India’s central bank raised the key interest rate for a second straight month and pledged to withdraw the pandemic-era accommodation as it steps up its fight to tame prices that have been running above its target band since the beginning of the year.
The Reserve Bank of India’s rate-setting panel unanimously raised the repurchase rate by 50 basis points to 4.90%. Of the 41 economists in a Bloomberg survey, 17 expected a 50 basis point hike, while the rest pencilled in increases ranging from 25 basis points to 75 basis points. The increase was the biggest by the central bank in more than a decade.
“Inflation has steeply increased much beyond the upper tolerance level…sustained high prices could unhinge inflationary expectations and trigger second-round effects.”RBI Governor Shaktikanta Das in an online briefing.
Central banks worldwide are grappling with worse-than-anticipated inflation driven by supply chain disruptions, virus lockdowns and the war in Ukraine. India joins more than 50 monetary authorities, including the Federal Reserve, to have raised rates by at least a half-point in one move this year.
The central bank raised its inflation forecast for the year ending March to 6.7% from 5.7% seen previously. That would be outside the RBI’s mandated target range of 2%-6% and shows the rate-setting panel’s struggle to keep prices in check.
With inflation set to hover above the tolerance level for three quarters, the central bank also withdrew its intention of “staying accommodative.”
Under Indian laws, if inflation stays above 6% for three straight quarters, the central bank will have to write a letter to the government laying out the reasons for failing to meet its mandate as well as suggest remedial measures to bring prices under control.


Work task
Which lines in the data contain the word "land"? Please copy each of them.

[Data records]

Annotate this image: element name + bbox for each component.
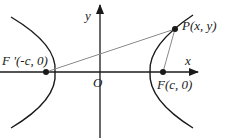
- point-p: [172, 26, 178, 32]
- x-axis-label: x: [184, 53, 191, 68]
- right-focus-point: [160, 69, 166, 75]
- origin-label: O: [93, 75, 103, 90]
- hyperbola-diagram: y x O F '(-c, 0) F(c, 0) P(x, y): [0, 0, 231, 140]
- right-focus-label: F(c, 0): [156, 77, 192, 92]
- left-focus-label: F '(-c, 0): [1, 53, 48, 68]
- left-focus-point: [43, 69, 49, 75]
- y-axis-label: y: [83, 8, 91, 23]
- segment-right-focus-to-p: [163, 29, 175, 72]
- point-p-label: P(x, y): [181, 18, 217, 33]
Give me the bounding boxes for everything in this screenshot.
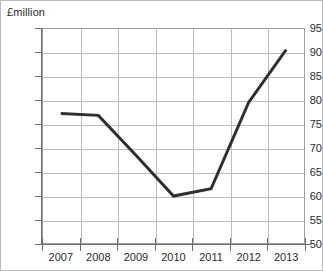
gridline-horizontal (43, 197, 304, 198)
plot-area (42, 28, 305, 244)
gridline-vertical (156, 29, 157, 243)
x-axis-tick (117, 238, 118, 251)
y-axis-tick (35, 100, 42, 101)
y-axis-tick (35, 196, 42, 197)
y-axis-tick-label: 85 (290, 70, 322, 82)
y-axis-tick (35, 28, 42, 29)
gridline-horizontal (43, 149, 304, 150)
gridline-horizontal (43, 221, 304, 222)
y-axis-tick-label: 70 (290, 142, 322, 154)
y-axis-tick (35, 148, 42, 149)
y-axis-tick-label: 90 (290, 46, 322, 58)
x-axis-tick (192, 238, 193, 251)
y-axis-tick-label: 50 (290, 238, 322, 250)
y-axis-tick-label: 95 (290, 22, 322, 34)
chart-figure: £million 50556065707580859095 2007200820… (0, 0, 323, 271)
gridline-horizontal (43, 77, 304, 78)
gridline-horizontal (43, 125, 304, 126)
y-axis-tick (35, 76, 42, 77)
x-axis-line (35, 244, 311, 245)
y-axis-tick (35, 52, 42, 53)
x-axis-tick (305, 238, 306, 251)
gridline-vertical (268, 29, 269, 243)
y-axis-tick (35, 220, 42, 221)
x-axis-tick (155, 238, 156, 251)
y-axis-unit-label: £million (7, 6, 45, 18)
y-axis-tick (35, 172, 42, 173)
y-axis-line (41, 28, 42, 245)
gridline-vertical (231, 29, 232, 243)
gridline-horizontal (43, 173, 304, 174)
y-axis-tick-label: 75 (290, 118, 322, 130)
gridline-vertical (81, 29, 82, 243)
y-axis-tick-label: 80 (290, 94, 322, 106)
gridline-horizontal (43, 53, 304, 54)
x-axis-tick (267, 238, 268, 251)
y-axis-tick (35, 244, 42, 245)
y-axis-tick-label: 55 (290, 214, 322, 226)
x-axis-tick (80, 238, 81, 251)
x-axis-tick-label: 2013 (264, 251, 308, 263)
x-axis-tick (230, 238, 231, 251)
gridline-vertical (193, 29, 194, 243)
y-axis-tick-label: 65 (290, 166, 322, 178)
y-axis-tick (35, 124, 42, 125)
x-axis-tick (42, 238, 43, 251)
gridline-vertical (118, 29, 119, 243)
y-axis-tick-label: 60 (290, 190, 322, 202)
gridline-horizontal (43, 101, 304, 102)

--

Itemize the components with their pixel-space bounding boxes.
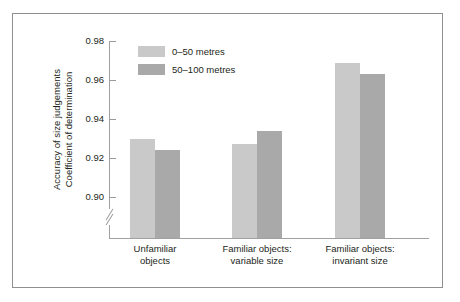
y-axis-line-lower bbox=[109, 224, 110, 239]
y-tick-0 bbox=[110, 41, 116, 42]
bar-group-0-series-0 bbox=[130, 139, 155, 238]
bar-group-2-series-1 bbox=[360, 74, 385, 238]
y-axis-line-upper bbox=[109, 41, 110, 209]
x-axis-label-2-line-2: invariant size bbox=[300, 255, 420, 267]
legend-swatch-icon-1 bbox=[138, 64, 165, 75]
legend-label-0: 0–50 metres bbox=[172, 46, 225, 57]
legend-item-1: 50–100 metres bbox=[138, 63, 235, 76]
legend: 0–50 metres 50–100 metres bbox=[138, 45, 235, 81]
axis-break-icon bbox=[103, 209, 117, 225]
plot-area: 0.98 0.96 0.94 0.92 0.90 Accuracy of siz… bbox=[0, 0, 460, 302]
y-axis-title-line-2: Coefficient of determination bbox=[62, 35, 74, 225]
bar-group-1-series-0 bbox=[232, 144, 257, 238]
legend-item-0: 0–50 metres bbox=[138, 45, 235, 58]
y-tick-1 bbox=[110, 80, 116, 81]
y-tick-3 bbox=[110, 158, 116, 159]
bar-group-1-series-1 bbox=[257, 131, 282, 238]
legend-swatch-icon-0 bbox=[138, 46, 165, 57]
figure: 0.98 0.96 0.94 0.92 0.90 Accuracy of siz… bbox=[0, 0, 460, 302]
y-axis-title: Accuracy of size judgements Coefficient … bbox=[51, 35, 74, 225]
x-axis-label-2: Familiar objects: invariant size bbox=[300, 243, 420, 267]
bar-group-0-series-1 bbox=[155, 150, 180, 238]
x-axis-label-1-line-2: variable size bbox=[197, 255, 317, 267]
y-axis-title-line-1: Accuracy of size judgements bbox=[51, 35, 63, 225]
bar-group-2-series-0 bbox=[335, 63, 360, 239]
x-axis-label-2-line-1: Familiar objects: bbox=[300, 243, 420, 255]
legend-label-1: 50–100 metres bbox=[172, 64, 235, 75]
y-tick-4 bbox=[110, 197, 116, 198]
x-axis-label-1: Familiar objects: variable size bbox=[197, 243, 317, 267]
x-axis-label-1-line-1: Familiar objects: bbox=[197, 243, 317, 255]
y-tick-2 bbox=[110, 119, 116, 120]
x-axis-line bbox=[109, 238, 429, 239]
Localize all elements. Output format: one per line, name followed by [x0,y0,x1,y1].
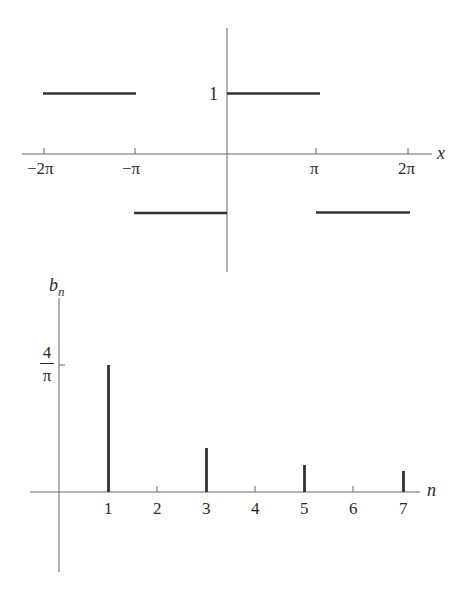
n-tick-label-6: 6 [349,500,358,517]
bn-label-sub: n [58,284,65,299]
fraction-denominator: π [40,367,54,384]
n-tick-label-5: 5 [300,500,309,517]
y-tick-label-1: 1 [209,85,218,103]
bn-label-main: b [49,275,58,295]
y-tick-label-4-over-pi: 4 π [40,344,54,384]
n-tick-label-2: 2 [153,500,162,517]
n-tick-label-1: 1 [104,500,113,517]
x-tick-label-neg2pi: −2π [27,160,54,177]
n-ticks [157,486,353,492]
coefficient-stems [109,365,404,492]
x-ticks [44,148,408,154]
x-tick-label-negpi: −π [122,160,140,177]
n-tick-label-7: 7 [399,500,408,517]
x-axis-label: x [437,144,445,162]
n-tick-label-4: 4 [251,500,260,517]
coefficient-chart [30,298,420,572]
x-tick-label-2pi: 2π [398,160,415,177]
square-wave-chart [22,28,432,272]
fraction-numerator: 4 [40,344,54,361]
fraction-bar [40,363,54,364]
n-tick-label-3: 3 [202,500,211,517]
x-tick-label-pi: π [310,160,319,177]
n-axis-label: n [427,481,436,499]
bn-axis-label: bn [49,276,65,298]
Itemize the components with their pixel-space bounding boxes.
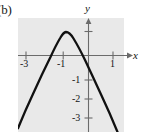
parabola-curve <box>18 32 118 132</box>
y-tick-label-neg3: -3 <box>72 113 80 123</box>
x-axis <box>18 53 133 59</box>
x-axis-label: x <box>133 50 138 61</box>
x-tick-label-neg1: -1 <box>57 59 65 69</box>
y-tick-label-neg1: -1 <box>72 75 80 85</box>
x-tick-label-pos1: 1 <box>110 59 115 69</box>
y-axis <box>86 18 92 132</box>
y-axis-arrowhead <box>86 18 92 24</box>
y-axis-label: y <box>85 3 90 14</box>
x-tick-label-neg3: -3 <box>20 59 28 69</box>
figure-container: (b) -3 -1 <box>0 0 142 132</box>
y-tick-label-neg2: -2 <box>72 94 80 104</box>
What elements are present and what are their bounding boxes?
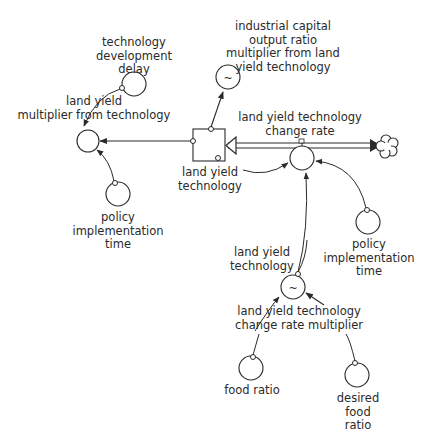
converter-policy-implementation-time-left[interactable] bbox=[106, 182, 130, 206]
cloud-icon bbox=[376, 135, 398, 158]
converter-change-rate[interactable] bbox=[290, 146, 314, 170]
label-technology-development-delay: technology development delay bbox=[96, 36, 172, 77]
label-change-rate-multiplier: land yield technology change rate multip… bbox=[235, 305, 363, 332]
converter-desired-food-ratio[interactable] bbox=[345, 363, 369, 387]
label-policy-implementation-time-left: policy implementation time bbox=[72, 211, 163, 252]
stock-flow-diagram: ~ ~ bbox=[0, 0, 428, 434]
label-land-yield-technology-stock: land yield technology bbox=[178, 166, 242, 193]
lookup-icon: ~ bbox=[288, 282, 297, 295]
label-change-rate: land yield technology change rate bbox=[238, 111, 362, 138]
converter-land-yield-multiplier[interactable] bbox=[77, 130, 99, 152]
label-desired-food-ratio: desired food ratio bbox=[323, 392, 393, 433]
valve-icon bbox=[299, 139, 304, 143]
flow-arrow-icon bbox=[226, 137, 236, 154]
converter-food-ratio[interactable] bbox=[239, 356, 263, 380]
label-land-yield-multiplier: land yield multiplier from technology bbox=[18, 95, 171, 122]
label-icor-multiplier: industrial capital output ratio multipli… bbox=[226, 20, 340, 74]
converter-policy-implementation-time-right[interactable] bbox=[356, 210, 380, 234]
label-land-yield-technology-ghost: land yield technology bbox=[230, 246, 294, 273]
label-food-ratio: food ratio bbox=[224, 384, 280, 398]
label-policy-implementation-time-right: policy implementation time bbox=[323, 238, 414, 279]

* * *

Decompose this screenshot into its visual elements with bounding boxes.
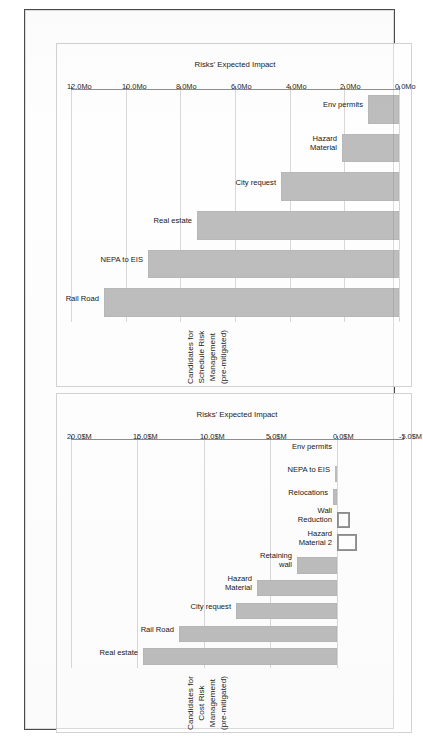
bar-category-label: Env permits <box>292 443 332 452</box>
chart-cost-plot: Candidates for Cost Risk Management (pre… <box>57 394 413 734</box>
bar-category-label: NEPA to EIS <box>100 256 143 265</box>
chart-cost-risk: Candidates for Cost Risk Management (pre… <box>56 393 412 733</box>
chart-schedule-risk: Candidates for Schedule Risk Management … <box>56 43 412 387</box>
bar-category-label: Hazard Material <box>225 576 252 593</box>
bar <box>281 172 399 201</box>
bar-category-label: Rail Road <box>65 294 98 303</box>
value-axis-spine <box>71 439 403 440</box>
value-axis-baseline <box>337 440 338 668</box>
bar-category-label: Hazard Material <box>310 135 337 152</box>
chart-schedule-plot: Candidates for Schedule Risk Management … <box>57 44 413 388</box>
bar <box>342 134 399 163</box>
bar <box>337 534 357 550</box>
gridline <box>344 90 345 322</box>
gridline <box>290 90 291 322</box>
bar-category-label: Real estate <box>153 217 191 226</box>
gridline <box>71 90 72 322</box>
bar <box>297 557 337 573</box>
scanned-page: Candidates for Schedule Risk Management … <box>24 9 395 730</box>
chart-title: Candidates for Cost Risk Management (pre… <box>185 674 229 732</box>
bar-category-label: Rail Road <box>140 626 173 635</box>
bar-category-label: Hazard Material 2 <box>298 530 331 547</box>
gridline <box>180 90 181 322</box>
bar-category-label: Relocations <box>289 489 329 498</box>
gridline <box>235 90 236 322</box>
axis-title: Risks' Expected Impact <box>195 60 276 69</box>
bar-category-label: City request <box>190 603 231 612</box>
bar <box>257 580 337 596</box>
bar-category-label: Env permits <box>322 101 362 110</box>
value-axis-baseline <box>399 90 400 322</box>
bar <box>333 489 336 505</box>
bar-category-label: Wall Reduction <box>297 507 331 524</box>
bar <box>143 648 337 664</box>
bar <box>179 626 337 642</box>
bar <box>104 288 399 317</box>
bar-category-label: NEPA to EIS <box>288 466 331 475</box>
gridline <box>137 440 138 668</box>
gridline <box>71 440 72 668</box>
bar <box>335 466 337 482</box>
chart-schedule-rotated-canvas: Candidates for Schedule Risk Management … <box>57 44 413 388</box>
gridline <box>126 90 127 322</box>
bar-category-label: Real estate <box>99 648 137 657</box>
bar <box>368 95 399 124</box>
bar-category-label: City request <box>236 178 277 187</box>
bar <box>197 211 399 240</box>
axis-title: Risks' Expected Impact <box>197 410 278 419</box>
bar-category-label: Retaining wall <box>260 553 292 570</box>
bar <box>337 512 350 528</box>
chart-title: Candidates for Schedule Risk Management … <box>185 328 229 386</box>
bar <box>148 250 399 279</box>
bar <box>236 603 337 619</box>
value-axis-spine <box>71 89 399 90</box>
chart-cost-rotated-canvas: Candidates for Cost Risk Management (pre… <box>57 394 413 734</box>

Answer below
label-change-rate-multiplier: land yield technology change rate multip… bbox=[235, 305, 363, 332]
label-land-yield-technology-stock: land yield technology bbox=[178, 166, 242, 193]
label-change-rate: land yield technology change rate bbox=[238, 111, 362, 138]
converter-land-yield-multiplier[interactable] bbox=[77, 130, 99, 152]
label-land-yield-multiplier: land yield multiplier from technology bbox=[18, 95, 171, 122]
label-land-yield-technology-ghost: land yield technology bbox=[230, 246, 294, 273]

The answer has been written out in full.